Irreparable damage done to Cosatu – Mantashe
Irreparable damage has been done to the Cosatu, ANC secretary general Gwede Mantashe said.
"I'm not sure if we can fix it," he told News24.
"In my own view the role of the task team should be different now. It would [have to] move beyond trying to pull people together, where we were putting unions into groups under one roof and making them talk to each other... that will not work anymore."
He said the ANC task team, which was established to help the embattled trade union federation sort out its internal strife, had to now speak to the unions who were not attending central executive committee meetings.
Seven unions who were supporting expelled general secretary Zwelinzima Vavi and the National Union of Metalworkers of SA (Numsa) had been boycotting Cosatu's central executive committee meetings, the trade union federation's highest decision-making body.
‘ANC needs to talk to unions’
Mantashe said the ANC needed to talk to these unions and ask them to rescue what is left of Cosatu.
Vavi was expelled from Cosatu last month, which he says was unfair and illegal.
Before his expulsion Vavi held a media briefing where he could have been seen to have forced Cosatu's hand by insisting that he would not attend CEC meetings even if it meant he would be fired.
Mantashe said that briefing was "what broke the back of the camel".
"He talked down to the federation. As he was continuing there, I was saying 'what is this comrade doing now?' If it was in the ANC, I would not be here either," he said.
Vavi had complicated the work the ANC task team had done at the time.
"I think that was the biggest miscalculation on his part and it made our work as the task team quite complicated because comrades in Cosatu were saying to us 'you have been nudging us to work and find a solution... but how far can he go?' I think that media briefing complicated that space," Mantashe said.
A new trade union federation
Since his expulsion Vavi and Numsa have been speaking to workers around the country. There is speculation that they could be trying to establish a new trade union federation.
Mantashe said what Vavi was doing was not helping the situation.
"Basically he is investing a lot of time now into actually breaking the federation and it's up to the work of the federation, the work it will do if it [wants to] rescue itself. But there's a lot damage which has been done, that damage is irreparable," he said.
Asked if a new federation would have a negative impact on Cosatu, Mantashe said it would depend on whether Cosatu can rescue itself.
As things stand, Cosatu was becoming what was called ideologically a "yellow federation".
Unions must talk to each other
This was because the industrial component had become very weak and the public sector component was too strong.
"Therefore it becomes a federation, not of the proletariat [wage earners], but a federation that is mainly dominated by the middle-class and classically becomes what is called a yellow federation," he said.
"The challenge facing Cosatu is to go back to the factory, organise workers, industrial workers and instil that component of the federation. If they do that the federation can recover and become what it should be."
Right now Cosatu had to be bigger than Vavi and the current leadership. Its trade unions have to talk to each other and decide how to save the federation.
"If they decide to split it will be very unfortunate," Mantashe said.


▸ **TASK DETAILS**: Your copy should match the listing below exactly, except that it holds no images.
─── DATA FOR THIS EXERCISE
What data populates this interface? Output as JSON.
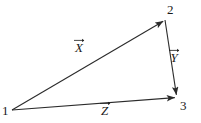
{
  "figure": {
    "kind": "vector-triangle-diagram",
    "background_color": "#ffffff",
    "stroke_color": "#2b2b2b",
    "text_color": "#1a1a1a"
  },
  "vertices": [
    {
      "id": "1",
      "label": "1",
      "x": 12,
      "y": 110
    },
    {
      "id": "2",
      "label": "2",
      "x": 165,
      "y": 20
    },
    {
      "id": "3",
      "label": "3",
      "x": 177,
      "y": 97
    }
  ],
  "vectors": [
    {
      "id": "X",
      "glyph": "X",
      "label": "X",
      "accent": "vector-arrow",
      "from": "1",
      "to": "2",
      "arrowhead_at": "2"
    },
    {
      "id": "Y",
      "glyph": "Y",
      "label": "Y",
      "accent": "vector-arrow",
      "from": "2",
      "to": "3",
      "arrowhead_at": "3"
    },
    {
      "id": "Z",
      "glyph": "Z",
      "label": "Z",
      "accent": "vector-arrow",
      "from": "1",
      "to": "3",
      "arrowhead_at": "3"
    }
  ]
}
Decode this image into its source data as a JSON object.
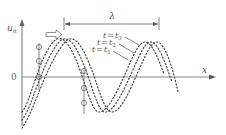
{
  "diagram": {
    "axes": {
      "y_label": "u",
      "y_label_sub": "n",
      "x_label": "x",
      "origin_label": "0"
    },
    "wavelength": {
      "label": "λ"
    },
    "direction_arrow": {
      "meaning": "propagation-direction-right"
    },
    "curves": [
      {
        "id": "t1",
        "label_t": "t",
        "label_eq": "=",
        "label_sub_var": "t",
        "label_sub": "1"
      },
      {
        "id": "t2",
        "label_t": "t",
        "label_eq": "=",
        "label_sub_var": "t",
        "label_sub": "2"
      },
      {
        "id": "t3",
        "label_t": "t",
        "label_eq": "=",
        "label_sub_var": "t",
        "label_sub": "3"
      }
    ],
    "colors": {
      "axis": "#8a8a8a",
      "curve": "#444444",
      "text": "#555555"
    }
  }
}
──────
▸ **RESULT**:
What data populates this interface? Output as JSON.
{
  "figure": {
    "kind": "vector-triangle-diagram",
    "background_color": "#ffffff",
    "stroke_color": "#2b2b2b",
    "text_color": "#1a1a1a"
  },
  "vertices": [
    {
      "id": "1",
      "label": "1",
      "x": 12,
      "y": 110
    },
    {
      "id": "2",
      "label": "2",
      "x": 165,
      "y": 20
    },
    {
      "id": "3",
      "label": "3",
      "x": 177,
      "y": 97
    }
  ],
  "vectors": [
    {
      "id": "X",
      "glyph": "X",
      "label": "X",
      "accent": "vector-arrow",
      "from": "1",
      "to": "2",
      "arrowhead_at": "2"
    },
    {
      "id": "Y",
      "glyph": "Y",
      "label": "Y",
      "accent": "vector-arrow",
      "from": "2",
      "to": "3",
      "arrowhead_at": "3"
    },
    {
      "id": "Z",
      "glyph": "Z",
      "label": "Z",
      "accent": "vector-arrow",
      "from": "1",
      "to": "3",
      "arrowhead_at": "3"
    }
  ]
}
Decode this image into its source data as a JSON object.
{
  "diagram": {
    "axes": {
      "y_label": "u",
      "y_label_sub": "n",
      "x_label": "x",
      "origin_label": "0"
    },
    "wavelength": {
      "label": "λ"
    },
    "direction_arrow": {
      "meaning": "propagation-direction-right"
    },
    "curves": [
      {
        "id": "t1",
        "label_t": "t",
        "label_eq": "=",
        "label_sub_var": "t",
        "label_sub": "1"
      },
      {
        "id": "t2",
        "label_t": "t",
        "label_eq": "=",
        "label_sub_var": "t",
        "label_sub": "2"
      },
      {
        "id": "t3",
        "label_t": "t",
        "label_eq": "=",
        "label_sub_var": "t",
        "label_sub": "3"
      }
    ],
    "colors": {
      "axis": "#8a8a8a",
      "curve": "#444444",
      "text": "#555555"
    }
  }
}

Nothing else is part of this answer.